A polished elaboration of Narbaculur Drop, which was a 2006 IGF Student Showcase winner, as well as a finalist for the Slamdance Guerrilla Game Festival in the same year, Portal is a level-based puzzle game with the tropes of a conventional first-person shooter. The game is published by Valve as part of its "Orange Box," which also includes additional Half Life 2 material.
Yes, Wildlife Tycoon: Venture Africa is a "tycoon" game--but quite different from others of the genre. The objective isn't to build a business, but a balanced ecosystem. For example, one level's objective is to have some number of lions in play--but to get that many, you have to build up your zebra population so there's enough prey to support your lions. And to support that many zebra, you need to plant enough bushes to sustain them.
Yet it also isn't a hard-core simulation in the style of Sim Life (and thank goodness); it's a simple, straightforward game with pleasantly animated African wildlife, and a tutorial system that anyone who can read (and this is a good game for kids) will find good and sufficient. Contrariwise, it's a tougher game to win, even on "Easy" setting, than most casual games (many of which can be won by a monkey clicking randomly).
One phrase we love to use but don't often get to is: You have never seen a game like this before. Yea Toribash.
In Toribash, you control a jointed 3D model. You select a joint, and tell it how to move. When you've issued your instructions, you advance the game, one or more frames at a time--and when you want to change the motion of your character, you change the forces at various joints.
Set in the world of Homeric myth, The Odyssey is a level-based casual game in which you have to guide your ships from one end of the level to the other in the face of monsters, storms, and other obstacles. What's interesting (and innovative) about it, however, is the control scheme--you move your ships by holding down the mouse button and drawing in the water to create currents, and by changing the direction and strength of the winds by moving the mouse within a wind-control region of the screen.
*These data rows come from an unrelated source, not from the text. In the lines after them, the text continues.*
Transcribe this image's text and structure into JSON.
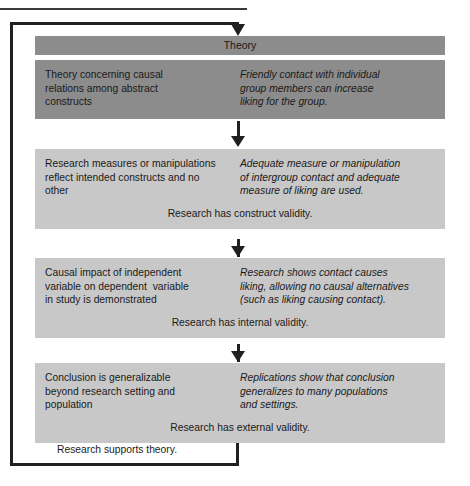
{
  "diagram": {
    "title": "Theory",
    "colors": {
      "dark_box": "#8c8c8c",
      "light_box": "#c8c8c8",
      "line": "#221f1f",
      "text": "#1a1a1a",
      "background": "#ffffff"
    },
    "loop_caption": "Research supports theory.",
    "stages": [
      {
        "id": "theory",
        "header": "Theory",
        "shade": "dark",
        "left_text": "Theory concerning causal\nrelations among abstract\nconstructs",
        "right_text": "Friendly contact with individual\ngroup members can increase\nliking for the group.",
        "validity": null
      },
      {
        "id": "construct-validity",
        "header": null,
        "shade": "light",
        "left_text": "Research measures or manipulations\nreflect intended constructs and no\nother",
        "right_text": "Adequate measure or manipulation\nof intergroup contact and adequate\nmeasure of liking are used.",
        "validity": "Research has construct validity."
      },
      {
        "id": "internal-validity",
        "header": null,
        "shade": "light",
        "left_text": "Causal impact of independent\nvariable on dependent  variable\nin study is demonstrated",
        "right_text": "Research shows contact causes\nliking, allowing no causal alternatives\n(such as liking causing contact).",
        "validity": "Research has internal validity."
      },
      {
        "id": "external-validity",
        "header": null,
        "shade": "light",
        "left_text": "Conclusion is generalizable\nbeyond research setting and\npopulation",
        "right_text": "Replications show that conclusion\ngeneralizes to many populations\nand settings.",
        "validity": "Research has external validity."
      }
    ]
  }
}
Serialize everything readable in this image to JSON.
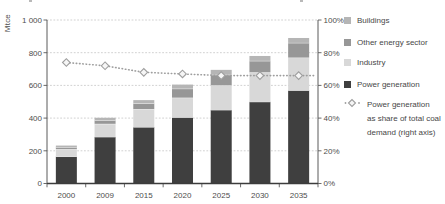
{
  "chart_data": {
    "type": "bar",
    "subtype": "stacked-bars-with-share-line",
    "categories": [
      "2000",
      "2009",
      "2015",
      "2020",
      "2025",
      "2030",
      "2035"
    ],
    "series": [
      {
        "name": "Power generation",
        "color": "#3f3f3f",
        "values": [
          165,
          285,
          345,
          405,
          450,
          500,
          570
        ]
      },
      {
        "name": "Industry",
        "color": "#d8d8d8",
        "values": [
          45,
          80,
          110,
          120,
          150,
          180,
          200
        ]
      },
      {
        "name": "Other energy sector",
        "color": "#979797",
        "values": [
          12,
          22,
          35,
          55,
          65,
          70,
          90
        ]
      },
      {
        "name": "Buildings",
        "color": "#b5b5b5",
        "values": [
          10,
          15,
          20,
          25,
          30,
          30,
          30
        ]
      }
    ],
    "totals": [
      232,
      402,
      510,
      605,
      695,
      780,
      890
    ],
    "line_series": {
      "name": "Power generation as share of total coal demand (right axis)",
      "axis": "right",
      "marker": "diamond",
      "line_color": "#9e9e9e",
      "marker_fill": "#f6f6f6",
      "values": [
        74,
        72,
        68,
        67,
        66,
        66,
        66
      ]
    },
    "left_axis": {
      "label": "Mtce",
      "range": [
        0,
        1000
      ],
      "ticks": [
        "0",
        "200",
        "400",
        "600",
        "800",
        "1 000"
      ]
    },
    "right_axis": {
      "range": [
        0,
        100
      ],
      "ticks": [
        "0%",
        "20%",
        "40%",
        "60%",
        "80%",
        "100%"
      ]
    },
    "grid": true,
    "grid_style": "dotted",
    "legend_position": "right",
    "colors": {
      "grid": "#cccccc",
      "axis": "#5a5a5a",
      "baseline": "#3c3c3c",
      "tick_text": "#4d4d4d"
    }
  },
  "legend": {
    "items": [
      {
        "key": "buildings",
        "label": "Buildings",
        "swatch": "#b5b5b5",
        "type": "square"
      },
      {
        "key": "other-energy-sector",
        "label": "Other energy sector",
        "swatch": "#979797",
        "type": "square"
      },
      {
        "key": "industry",
        "label": "Industry",
        "swatch": "#d8d8d8",
        "type": "square"
      },
      {
        "key": "power-generation",
        "label": "Power generation",
        "swatch": "#3f3f3f",
        "type": "square"
      },
      {
        "key": "share-line",
        "type": "line-marker",
        "label_lines": [
          "Power generation",
          "as share of total coal",
          "demand (right axis)"
        ],
        "line_color": "#9e9e9e",
        "marker_fill": "#f6f6f6"
      }
    ]
  }
}
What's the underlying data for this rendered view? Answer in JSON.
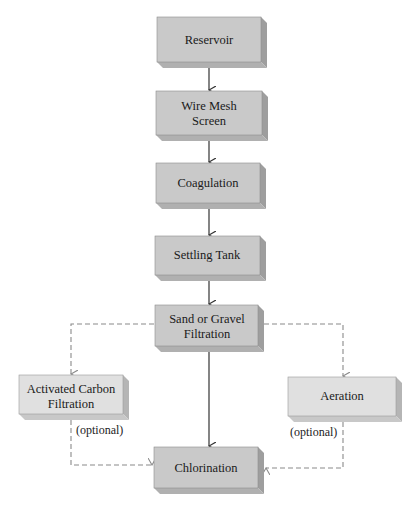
{
  "diagram": {
    "type": "flowchart",
    "colors": {
      "main_front": "#c9c9c9",
      "main_side": "#9e9e9e",
      "main_bottom": "#b0b0b0",
      "optional_front": "#e0e0e0",
      "optional_side": "#b5b5b5",
      "optional_bottom": "#c8c8c8",
      "solid_arrow": "#333333",
      "dashed_arrow": "#8a8a8a"
    },
    "nodes": [
      {
        "id": "reservoir",
        "lines": [
          "Reservoir"
        ],
        "optional": false
      },
      {
        "id": "wire-mesh-screen",
        "lines": [
          "Wire Mesh",
          "Screen"
        ],
        "optional": false
      },
      {
        "id": "coagulation",
        "lines": [
          "Coagulation"
        ],
        "optional": false
      },
      {
        "id": "settling-tank",
        "lines": [
          "Settling Tank"
        ],
        "optional": false
      },
      {
        "id": "sand-gravel-filtration",
        "lines": [
          "Sand or Gravel",
          "Filtration"
        ],
        "optional": false
      },
      {
        "id": "activated-carbon-filtration",
        "lines": [
          "Activated Carbon",
          "Filtration"
        ],
        "optional": true
      },
      {
        "id": "aeration",
        "lines": [
          "Aeration"
        ],
        "optional": true
      },
      {
        "id": "chlorination",
        "lines": [
          "Chlorination"
        ],
        "optional": false
      }
    ],
    "edges": [
      {
        "from": "reservoir",
        "to": "wire-mesh-screen",
        "style": "solid"
      },
      {
        "from": "wire-mesh-screen",
        "to": "coagulation",
        "style": "solid"
      },
      {
        "from": "coagulation",
        "to": "settling-tank",
        "style": "solid"
      },
      {
        "from": "settling-tank",
        "to": "sand-gravel-filtration",
        "style": "solid"
      },
      {
        "from": "sand-gravel-filtration",
        "to": "chlorination",
        "style": "solid"
      },
      {
        "from": "sand-gravel-filtration",
        "to": "activated-carbon-filtration",
        "style": "dashed"
      },
      {
        "from": "sand-gravel-filtration",
        "to": "aeration",
        "style": "dashed"
      },
      {
        "from": "activated-carbon-filtration",
        "to": "chlorination",
        "style": "dashed",
        "label": "(optional)"
      },
      {
        "from": "aeration",
        "to": "chlorination",
        "style": "dashed",
        "label": "(optional)"
      }
    ],
    "labels": {
      "optional_left": "(optional)",
      "optional_right": "(optional)"
    }
  }
}
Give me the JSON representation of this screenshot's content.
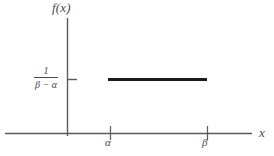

Super Columbine Massacre is controversial for one reason only: Because our culture continues to assume that games are "mere entertainment," that a game based on so horrific an event must ipso facto be in bad taste. Games are fun, Columbine was a tragedy and never the twain shall meet; a game on Columbine must by nature trivialize or cynically exploit the event. Q.E.D.
Yet we do not make the same assumption about any other medium: a documentary on the Columbine massacre, or a novel, or a New Yorker essay would, a priori, be treated with respect, at least until the viewer or reader had experienced it, after which a judgment might be made as to its merits. And if the work proved insightful, somber,and respectful of its material, the world would consider it unexceptional.
A sidescroller? Sorta; Steam Brigade's ultimate heritage is in games like Rescue Raiders. You and your opponent have bases at opposite sides of an area; you build units at your base, they move horizontally across the screen (which you have to scroll to see the full play area), and the ultimate objective is to take out the enemy base.
Old school gameplay, in other words but, well, very nicely implemented.
The text adventure -- once the purview of geeks and computer scientists seeking to push the edge of mainframe computing technology; now an arena for serious writers and academics looking to explore the intersection between literature and interaction.
Case in point.
Book & Volume is a Z-engine game--implemented using the same technology that Infocom used, back in the day. Too retro for the conventional market, but finding another outlet: it's a highly literary work with serious artistic ambitions, recognized by the Iowa Review of all things--a journal you probably have never heard of, unless you are a short fiction writer, desperately trying to find a venue for your work in a world where markets for short fiction are few. And if, say, you are an obscure SF short story writer with credits in the degraded pulps, and find that Z-machine games are appearing in the effing IOWA REVIEW, you think.... Well, this isn't the world I grew up in.
Have you ever taken psychedelics? Have you wanted to, but feared the legal complications?
I have the solution for you. Read up on the Hawaiian Baby Woodrose plant. You can order seeds of this legal plant cheaply, and plant them. They are not intended for human consumption. Recommended dose is 4-6 seeds.